As a rule, modern civilization disappointed Orwell when it did not actually sicken him. But in at least one respect he was way too optimistic. Bookselling, he wrote in Fortnightly in November 1936, “is a humane trade which is not capable of being vulgarized beyond a certain point. The combines can never squeeze the small independent bookseller out of existence as they have squeezed the grocer and the milkman.”

It’s as neat a summary of the disorientation felt by people in the book business today as any, although Streitfeld portrays Pearl as not necessarily one of Orwell’s types but rather someone “caught in the crossfire.”

Again, he’s worth quoting at length:

Was Amazon sincerely trying to rescue lost classics or was it cynically buying a local hero’s endorsement to cover up its aggressive tactics? A month later, the debate is unresolved.

Ms. Pearl still seems a little shaken by the intensity of the response. “I knew the minute I signed the contract that there would be people who would not be happy, but the vehemence surprised me,” she said. To protect herself, she did not read Facebook or Twitter or any of the social media sites. (One Twitter post: “I might have to burn that superhero doll”).

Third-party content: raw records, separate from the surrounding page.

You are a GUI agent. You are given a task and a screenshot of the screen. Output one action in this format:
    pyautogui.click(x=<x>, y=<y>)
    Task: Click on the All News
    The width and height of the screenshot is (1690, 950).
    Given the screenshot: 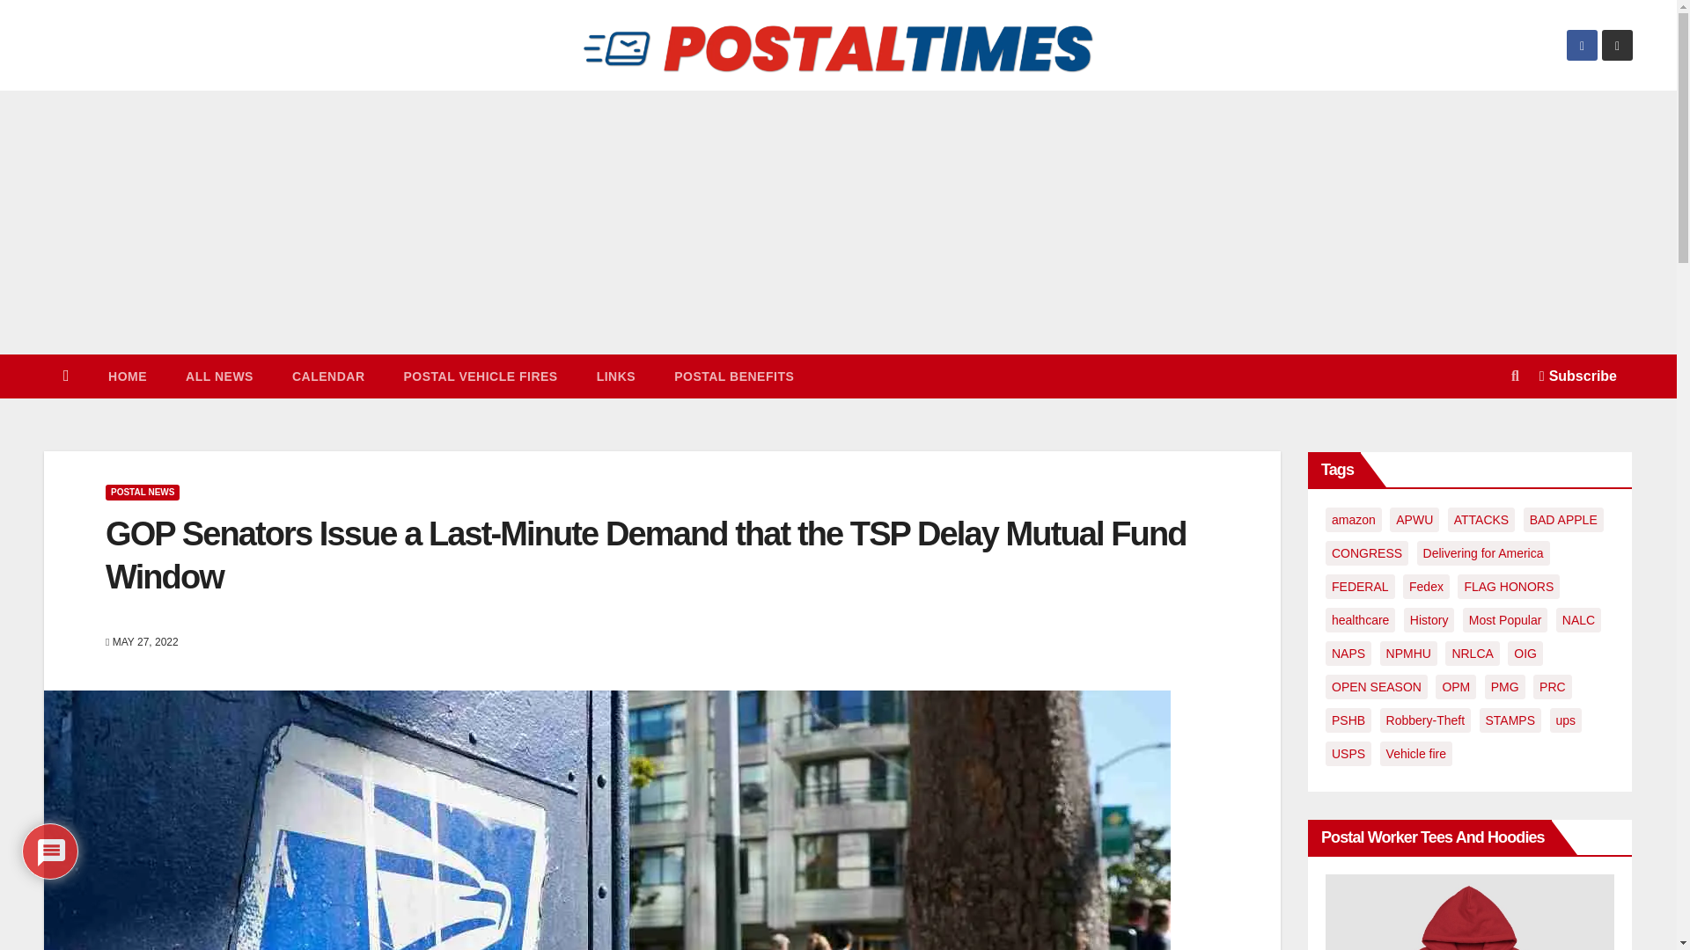 What is the action you would take?
    pyautogui.click(x=218, y=376)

The amount of money involved here is not enough to fill a tin cup. But for some Amazon opponents, that just means it got Ms. Pearl’s credibility for cheap.

“It’s like hearing a favorite old song used on a car commercial,” wrote J.B. Dickey of the Seattle Mystery Bookshop on his blog. “You can never listen to it the same again. It’s no longer just a great song — it’s been reduced to a jingle.”

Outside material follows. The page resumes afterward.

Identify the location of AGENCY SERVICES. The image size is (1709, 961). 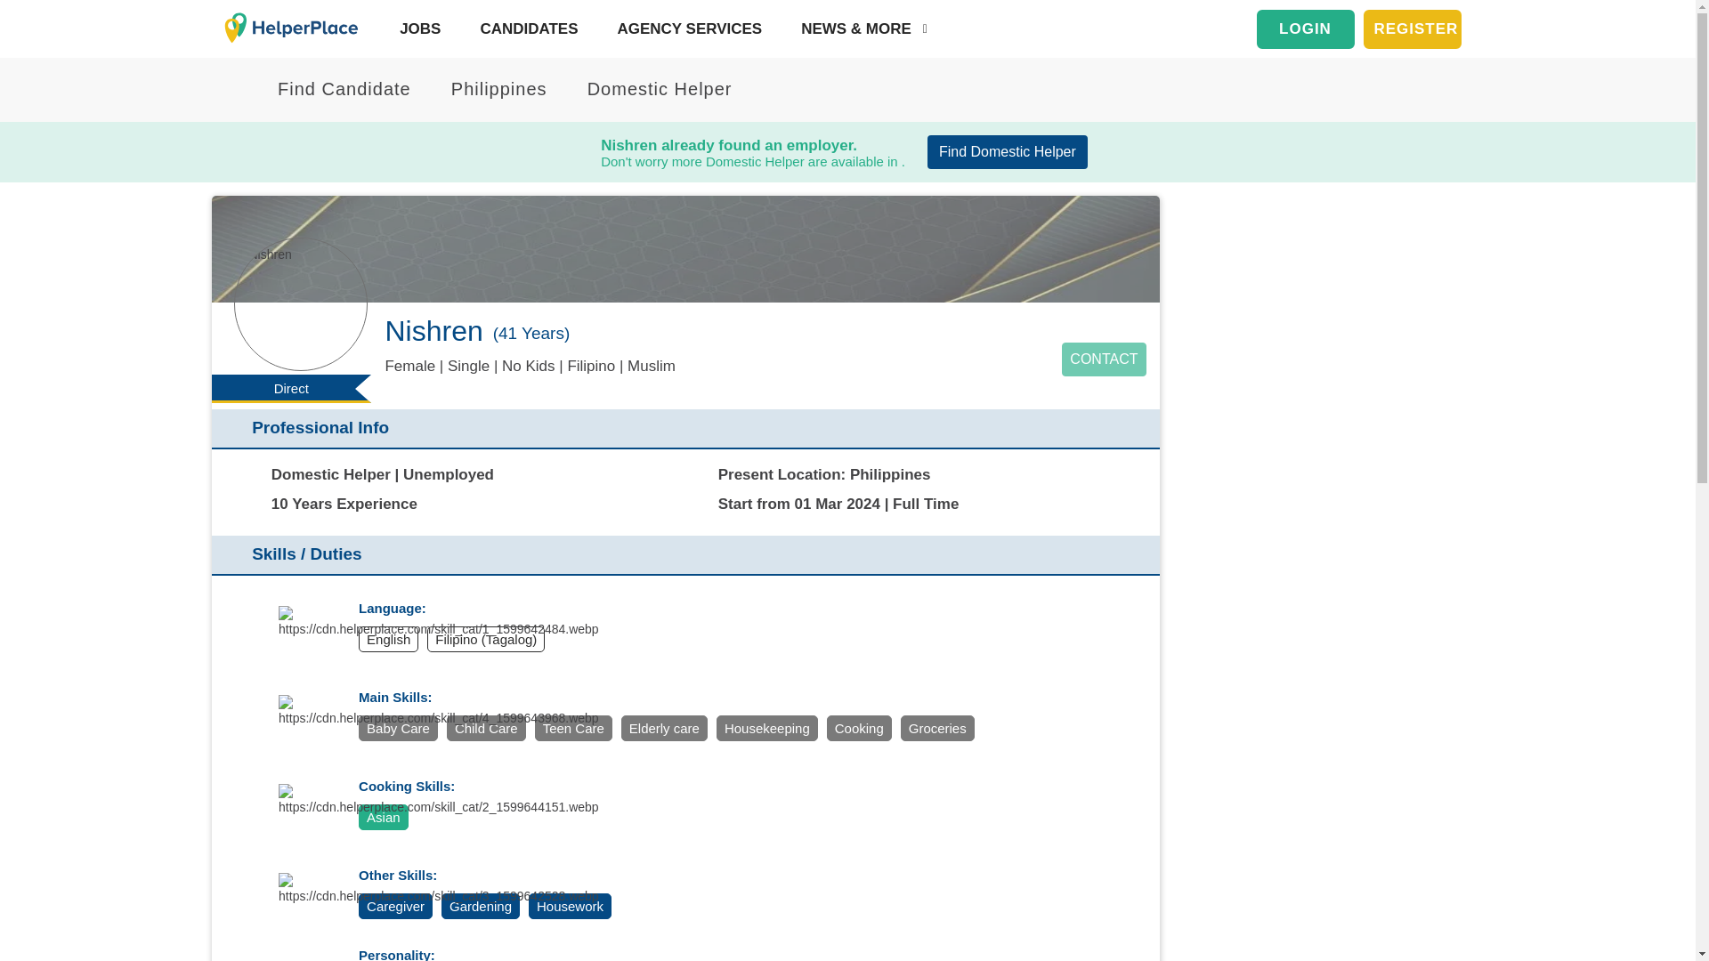
(685, 28).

Ms. Pearl, at one point an independent bookseller herself, is trying to bridge a gap that might be unbridgeable. “I understand and sympathize with the concerns about Amazon’s role in the world of books,” she said. “If I had to do this deal all over again … well, it’s a hard question. But I would still want these books back in print.”

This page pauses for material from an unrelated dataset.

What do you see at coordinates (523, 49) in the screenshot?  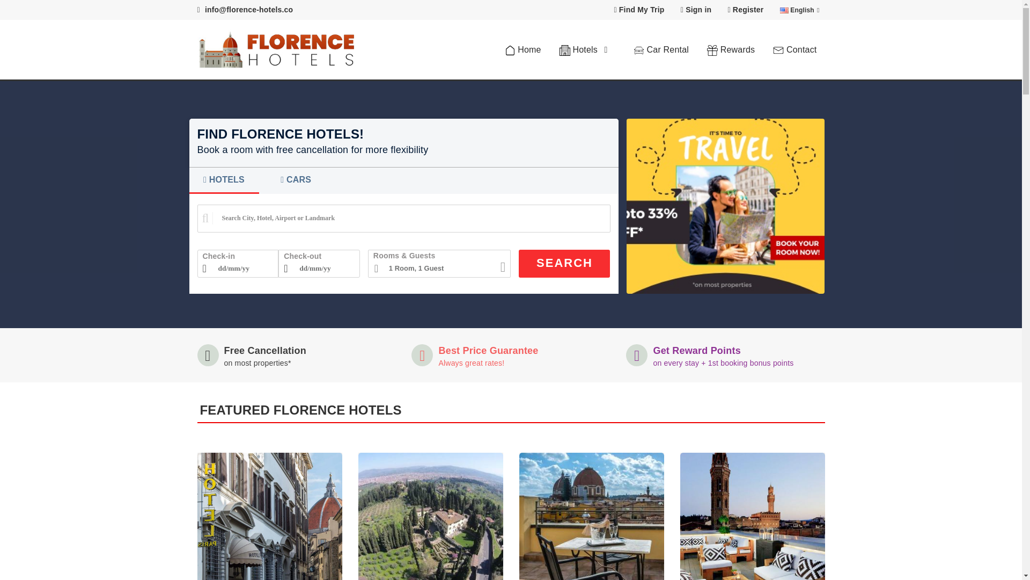 I see `Go to Home Page` at bounding box center [523, 49].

The first one, Merle Miller‘s “A Gay and Melancholy Sound,” will be out in April. Interested readers will probably have to go to Amazon to get it, because I doubt many independents will carry it.

As I sit here at my desk, with a copy of Merle Miller’s book in the “to be read” pile next to me because I’d been considering it for re-publication in our Neversink Library after hearing Pearl lament it being out of print on the radio months ago, it’s not hard for me to understand her passion for bringing books back from the dead. (I do wonder, though, if she urged her big New York agent to approach the kinds of places realistically likely to take on such a project — not Penguin or Vintage, in other words, but any of a number of independent or university presses that famously publish reprints, such as, say, NYRB or Europa or Other Press or Overlook? We never heard from them, in any case.) But meanwhile I also can’t help thinking she’s a fool if she’s telling the truth when she says she’s surprised that the response to her joining forces with Amazon has been so heated.

How could it not be? After all, as Streitfeld smartly reports — and he’s one of the few reporters for any mainstream news organization, let alone the country’s leading news organization, to do so, and to do so consistently — talking about Amazon is talking about “the future of intellectual commerce.”

Is there anyone out there, especially a trench-warfare veteran like Nancy Pearl, who thinks that’s something Amazon gives a damn about?

 

Dennis Johnson is the founder of MobyLives, and the co-founder and co-publisher of Melville House.